Many of our problems are rooted in the ways we have unconsciously learned to avoid the truth: the truth of who we are, who others are, and who God is. Avoiding truth will never bring freedom; it will only bring suffering.
What is the purpose of therapy? Truth. And if it does not lead to freedom, it’s not truth.
How do I know? Jesus said so: “Then you will know the truth, and the truth will set you free.” (John 8:32).
We learn the truth in therapy. Before the truth can set us free, we must identify what lies are holding us captive. Most often it’s the lies we tell ourselves, the lies of others, and the lies of the enemy. A therapist helps you experience truth by facing the reality of your difficult situations and painful relationships. Such as the loss of a loved one, divorce, heartbreak, rejection, or the end of a career.
Each one of us tells ourselves lies to avoid pain or because we are afraid: it’s part of what makes us human. Perhaps we tell ourselves a lie such as “I should just try harder, have more faith” rather than facing a marriage that is falling apart. Or, “I’m not that busy” rather than addressing chronic body pain, sleep issues, fatigue, and not prioritizing the relationships of those within the four walls of your home.
In therapy, we explore the lies that hold us captive so we can embrace the truth that sets us free.
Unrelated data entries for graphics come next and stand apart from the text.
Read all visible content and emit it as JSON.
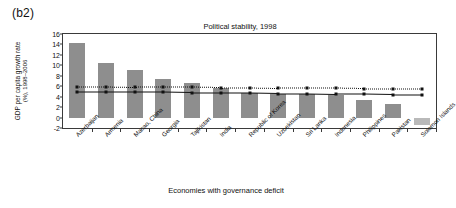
{
  "panel": {
    "label": "(b2)"
  },
  "axis": {
    "xlabel": "Economies with governance deficit",
    "ylabel_line1": "GDP per capita growth rate",
    "ylabel_line2": "(%), 1998–2006"
  },
  "colors": {
    "bar": "#8e8e8e",
    "bar_negative": "#b9b9b9",
    "line": "#111111",
    "frame": "#3a3a3a"
  },
  "chart_data": {
    "type": "bar",
    "title": "Political stability, 1998",
    "xlabel": "Economies with governance deficit",
    "ylabel": "GDP per capita growth rate (%), 1998–2006",
    "ylim": [
      -2,
      16
    ],
    "yticks": [
      -2,
      0,
      2,
      4,
      6,
      8,
      10,
      12,
      14,
      16
    ],
    "grid": false,
    "legend": "none",
    "categories": [
      "Azerbaijan",
      "Armenia",
      "Macao, China",
      "Georgia",
      "Tajikistan",
      "India",
      "Republic of Korea",
      "Uzbekistan",
      "Sri Lanka",
      "Indonesia",
      "Philippines",
      "Pakistan",
      "Solomon Islands"
    ],
    "values": [
      14.2,
      10.4,
      9.2,
      7.4,
      6.6,
      5.6,
      4.7,
      4.6,
      4.5,
      4.4,
      3.3,
      2.6,
      -1.5
    ],
    "series": [
      {
        "name": "bars",
        "type": "bar",
        "values": [
          14.2,
          10.4,
          9.2,
          7.4,
          6.6,
          5.6,
          4.7,
          4.6,
          4.5,
          4.4,
          3.3,
          2.6,
          -1.5
        ]
      },
      {
        "name": "dashed-reference",
        "type": "line",
        "style": "dotted",
        "marker": "square",
        "values": [
          5.9,
          5.9,
          5.8,
          5.8,
          5.8,
          5.7,
          5.7,
          5.6,
          5.6,
          5.6,
          5.5,
          5.5,
          5.5
        ]
      },
      {
        "name": "solid-reference",
        "type": "line",
        "style": "solid",
        "marker": "square",
        "values": [
          4.8,
          4.8,
          4.8,
          4.8,
          4.7,
          4.7,
          4.7,
          4.6,
          4.6,
          4.5,
          4.5,
          4.4,
          4.4
        ]
      }
    ]
  }
}
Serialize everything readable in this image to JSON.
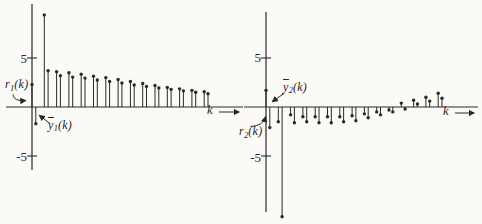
{
  "figure": {
    "ink": "#282828",
    "background": "#fbfaf7"
  },
  "plots": [
    {
      "name": "left-plot",
      "ytick_top": "5",
      "ytick_bottom": "-5",
      "xlabel": "k",
      "r_label": {
        "letter": "r",
        "sub": "1",
        "args": "(k)"
      },
      "y_label": {
        "letter": "y",
        "sub": "1",
        "args": "(k)"
      }
    },
    {
      "name": "right-plot",
      "ytick_top": "5",
      "ytick_bottom": "-5",
      "xlabel": "k",
      "r_label": {
        "letter": "r",
        "sub": "2",
        "args": "(k)"
      },
      "y_label": {
        "letter": "y",
        "sub": "2",
        "args": "(k)"
      }
    }
  ],
  "chart_data": [
    {
      "type": "stem",
      "title": "",
      "xlabel": "k",
      "ylabel": "",
      "x": [
        0,
        1,
        2,
        3,
        4,
        5,
        6,
        7,
        8,
        9,
        10,
        11,
        12,
        13,
        14
      ],
      "series": [
        {
          "name": "r1(k)",
          "values": [
            2.3,
            9.4,
            3.6,
            3.5,
            3.35,
            3.15,
            3.0,
            2.8,
            2.6,
            2.4,
            2.2,
            2.0,
            1.85,
            1.7,
            1.55
          ]
        },
        {
          "name": "ybar1(k)",
          "values": [
            -1.7,
            3.7,
            3.2,
            3.05,
            2.95,
            2.75,
            2.6,
            2.45,
            2.25,
            2.1,
            1.95,
            1.8,
            1.65,
            1.5,
            1.35
          ]
        }
      ],
      "yticks": [
        5,
        -5
      ],
      "ylim": [
        -6.4,
        10.5
      ],
      "xlim": [
        0,
        17
      ],
      "grid": false,
      "legend": "none"
    },
    {
      "type": "stem",
      "title": "",
      "xlabel": "k",
      "ylabel": "",
      "x": [
        0,
        1,
        2,
        3,
        4,
        5,
        6,
        7,
        8,
        9,
        10,
        11,
        12,
        13,
        14
      ],
      "series": [
        {
          "name": "ybar2(k)",
          "values": [
            1.7,
            -1.5,
            -0.8,
            -1.0,
            -1.0,
            -1.0,
            -1.0,
            -0.9,
            -0.7,
            -0.5,
            -0.3,
            0.4,
            0.7,
            1.0,
            1.4
          ]
        },
        {
          "name": "r2(k)",
          "values": [
            -2.1,
            -11.2,
            -1.6,
            -1.5,
            -1.6,
            -1.6,
            -1.5,
            -1.4,
            -1.1,
            -0.8,
            -0.5,
            -0.2,
            0.3,
            0.6,
            0.9
          ]
        }
      ],
      "yticks": [
        5,
        -5
      ],
      "ylim": [
        -10.7,
        9.7
      ],
      "xlim": [
        0,
        17
      ],
      "grid": false,
      "legend": "none"
    }
  ]
}
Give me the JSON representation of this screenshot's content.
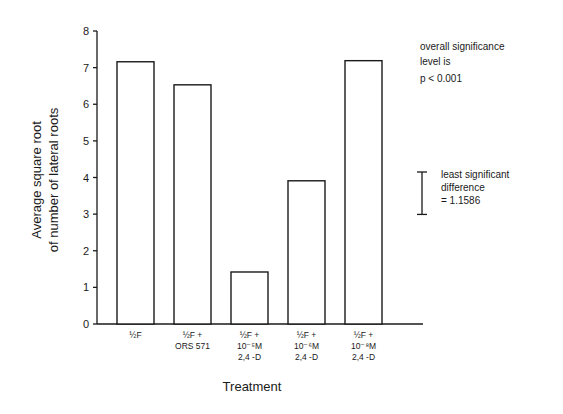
{
  "chart_data": {
    "type": "bar",
    "title": "",
    "xlabel": "Treatment",
    "ylabel": "Average square root of number of lateral roots",
    "ylabel_lines": [
      "Average square root",
      "of number of lateral roots"
    ],
    "ylim": [
      0,
      8
    ],
    "yticks": [
      0,
      1,
      2,
      3,
      4,
      5,
      6,
      7,
      8
    ],
    "grid": false,
    "legend": null,
    "categories": [
      "½F",
      "½F + ORS 571",
      "½F + 10⁻⁵M 2,4-D",
      "½F + 10⁻⁶M 2,4-D",
      "½F + 10⁻⁸M 2,4-D"
    ],
    "category_lines": [
      [
        "½F"
      ],
      [
        "½F +",
        "ORS 571"
      ],
      [
        "½F +",
        "10⁻⁵M",
        "2,4 -D"
      ],
      [
        "½F +",
        "10⁻⁶M",
        "2,4 -D"
      ],
      [
        "½F +",
        "10⁻⁸M",
        "2,4 -D"
      ]
    ],
    "values": [
      7.16,
      6.53,
      1.42,
      3.91,
      7.19
    ],
    "annotations": {
      "significance": [
        "overall significance",
        "level is",
        "p < 0.001"
      ],
      "lsd": {
        "lines": [
          "least significant",
          "difference",
          "= 1.1586"
        ],
        "value": 1.1586
      }
    },
    "bar_fill": "#ffffff",
    "bar_stroke": "#1a1a1a"
  }
}
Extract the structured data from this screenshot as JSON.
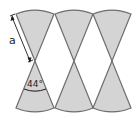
{
  "diagram": {
    "labels": {
      "side_length": "a",
      "angle": "44°"
    },
    "colors": {
      "sector_fill": "#d4d4d4",
      "sector_stroke": "#6e6e6e",
      "annotation": "#1a1a1a",
      "background": "#ffffff"
    },
    "columns": [
      {
        "center_x": 35,
        "apex_y": 61
      },
      {
        "center_x": 74,
        "apex_y": 61
      },
      {
        "center_x": 112,
        "apex_y": 61
      }
    ],
    "sector_angle_deg": 44
  }
}
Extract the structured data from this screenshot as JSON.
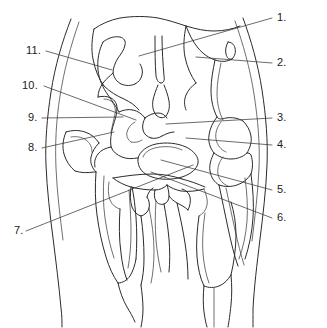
{
  "figure": {
    "kind": "anatomical-line-drawing",
    "region": "pelvis-hip-ventrodorsal-view",
    "background_color": "#ffffff",
    "line_color": "#2b2b2b",
    "leader_color": "#3a3a3a",
    "width": 327,
    "height": 328
  },
  "labels": [
    {
      "id": "1",
      "text": "1.",
      "x": 277,
      "y": 12,
      "side": "right",
      "leader_from": [
        272,
        18
      ],
      "leader_to": [
        139,
        56
      ]
    },
    {
      "id": "2",
      "text": "2.",
      "x": 277,
      "y": 57,
      "side": "right",
      "leader_from": [
        272,
        63
      ],
      "leader_to": [
        196,
        57
      ]
    },
    {
      "id": "3",
      "text": "3.",
      "x": 277,
      "y": 112,
      "side": "right",
      "leader_from": [
        272,
        118
      ],
      "leader_to": [
        166,
        124
      ]
    },
    {
      "id": "4",
      "text": "4.",
      "x": 277,
      "y": 139,
      "side": "right",
      "leader_from": [
        272,
        145
      ],
      "leader_to": [
        186,
        138
      ]
    },
    {
      "id": "5",
      "text": "5.",
      "x": 277,
      "y": 184,
      "side": "right",
      "leader_from": [
        272,
        190
      ],
      "leader_to": [
        161,
        160
      ]
    },
    {
      "id": "6",
      "text": "6.",
      "x": 277,
      "y": 212,
      "side": "right",
      "leader_from": [
        272,
        218
      ],
      "leader_to": [
        151,
        172
      ]
    },
    {
      "id": "7",
      "text": "7.",
      "x": 14,
      "y": 228,
      "side": "left",
      "leader_from": [
        26,
        231
      ],
      "leader_to": [
        193,
        165
      ]
    },
    {
      "id": "8",
      "text": "8.",
      "x": 28,
      "y": 144,
      "side": "left",
      "leader_from": [
        42,
        148
      ],
      "leader_to": [
        114,
        132
      ]
    },
    {
      "id": "9",
      "text": "9.",
      "x": 28,
      "y": 114,
      "side": "left",
      "leader_from": [
        42,
        118
      ],
      "leader_to": [
        123,
        117
      ]
    },
    {
      "id": "10",
      "text": "10.",
      "x": 22,
      "y": 81,
      "side": "left",
      "leader_from": [
        44,
        86
      ],
      "leader_to": [
        136,
        120
      ]
    },
    {
      "id": "11",
      "text": "11.",
      "x": 26,
      "y": 46,
      "side": "left",
      "leader_from": [
        46,
        51
      ],
      "leader_to": [
        112,
        70
      ]
    }
  ],
  "leaders": {
    "count": 11,
    "style": "straight-thin-solid"
  }
}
This is why seeking therapy is important because we need someone outside of ourselves to help us face the pain we avoid, the fear that keeps us stuck, and the lies we believe. Our pain contains truth. As a therapist, I am committed to helping my clients face the deepest emotional, relational, mental, and spiritual truths of their lives so they can be healed and live free.
The photo accompanying this article was sourced from Shutterstock and is in the public domain.